MC Hammersmith: 'I eviscerated him within four rhyming couplets'

This up and comer on the Scottish comedy circuit talks about straddling the divide between anarchy and insanity
Performer of improvised hip hop comedy, MC Hammersmith (actual name Will Naameh) tells us why his current pre-show rituals and his comedy debut at the age of 15 were both dubbed 'unsettling'.
Can you tell us about the moment when you thought 'comedy is for me'?
I took my first improv comedy workshop when I was 13, and I distinctly remember leaving it feeling elated that I had, at one point (briefly) made a room full of people laugh. This was in stark contrast to my previous experiences in rooms full of people, so I decided to keep doing it.

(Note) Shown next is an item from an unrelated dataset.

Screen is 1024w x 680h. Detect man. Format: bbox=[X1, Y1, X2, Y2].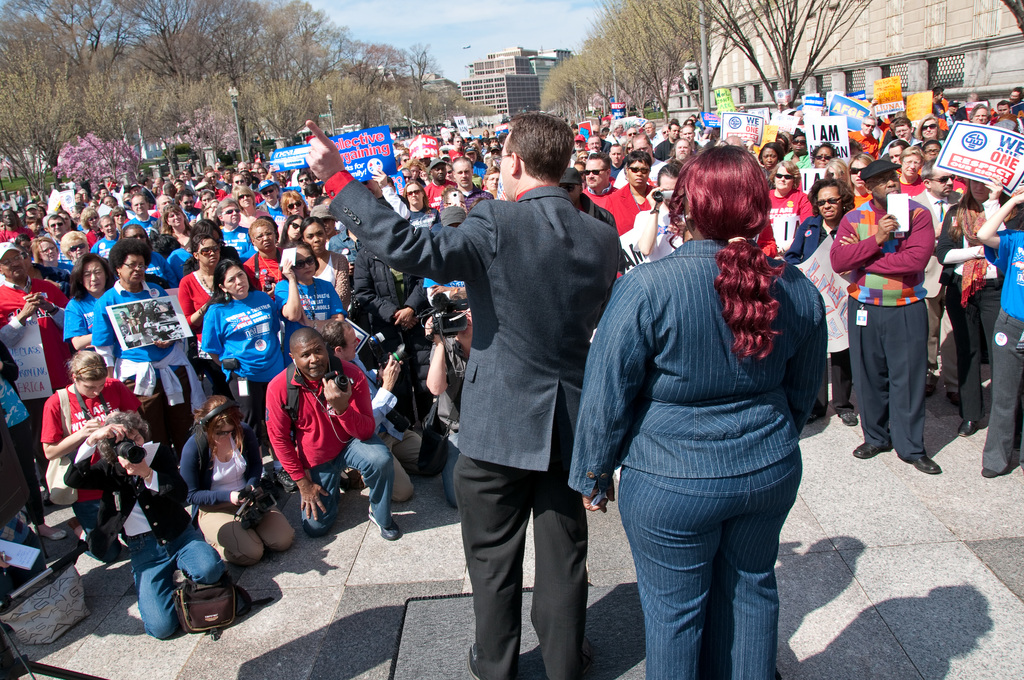
bbox=[184, 191, 202, 226].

Do you have any pre-show rituals you can tell us about?
My act is entirely improvised hip-hop comedy, so I usually step out of the green room, stick headphones in and freestyle rap under my breath about things I can see around me. I'm often told by other comics that they find this 'unsettling', so probably don't do this.
How do you handle hecklers?
As a musical act, I'm normally much louder than any heckler, so I never really have any problems. Though I do recall one time a remarkably drunk and persistent man fervently heckling me in my solo show, claiming he was also a rapper. He was a white boy with dreadlocks wearing sunglasses indoors. So I invited him up onstage to rap-battle me. He got up and could barely stitch a sentence together, so I eviscerated him within four rhyming couplets, which felt a bit like kicking a puppy. I regret nothing and I'd do it again in a heartbeat.

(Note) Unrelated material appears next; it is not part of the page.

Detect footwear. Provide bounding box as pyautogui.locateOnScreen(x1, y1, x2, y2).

Where do you draw the line when it comes to 'offensive comedy'?
Punch up, don't punch down. Also, comedians who moan that free speech is being restricted in this day and age are usually just angry that they can no longer get away with lazy hate-speech disguised as comedy. So make great times, not hate crimes.

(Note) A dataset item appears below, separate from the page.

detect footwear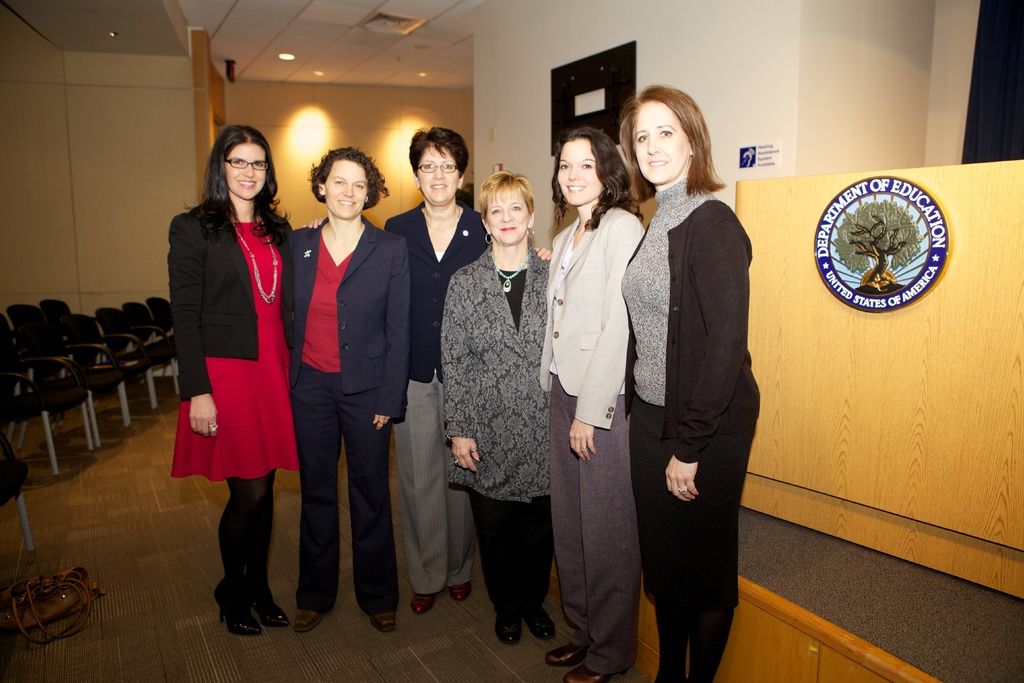
(252,585,305,630)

What's the one thing (good or bad) you remember about your very first comedy gig?
My first ever comedy gig was at a talent show at my school when I was 15. A friend entered my name to do stand-up comedy with only a few days' notice. I remember literally being pushed offstage by a teacher because I kept rambling and never thought to write an ending. One or two people told me I was funny, but most people told me I was 'unsettling', so no real change there.
What's the best piece of advice you've received from another comedian so far?
Keep doing the gigs you love, and never stop following the fun. Myself and two of my best friends occasionally do an improvised ChuckleVision show for adults that blurs the line between anarchic brilliance and diagnosable insanity. It is also the most fun improv show that any of us do. We do it every few months at tiny, unpaid improv nights to remind ourselves to actually have fun onstage.
You're curating your own 'legends of comedy' line-up: who are the bill's top three acts and why are they on there?
Andy Askins, Mandy Knight, Simon Lomas: the only three comics on the UK circuit who consistently leave me helplessly breathless with laughter.
Which comedian's memoir would you recommend to someone?
Spike Milligan's War Memoirs are endlessly brilliant. Also the Barry Cryer Comedy Scrapbook has a joke in it about a woman reading a book on a train that I think is genuinely the funniest joke ever written.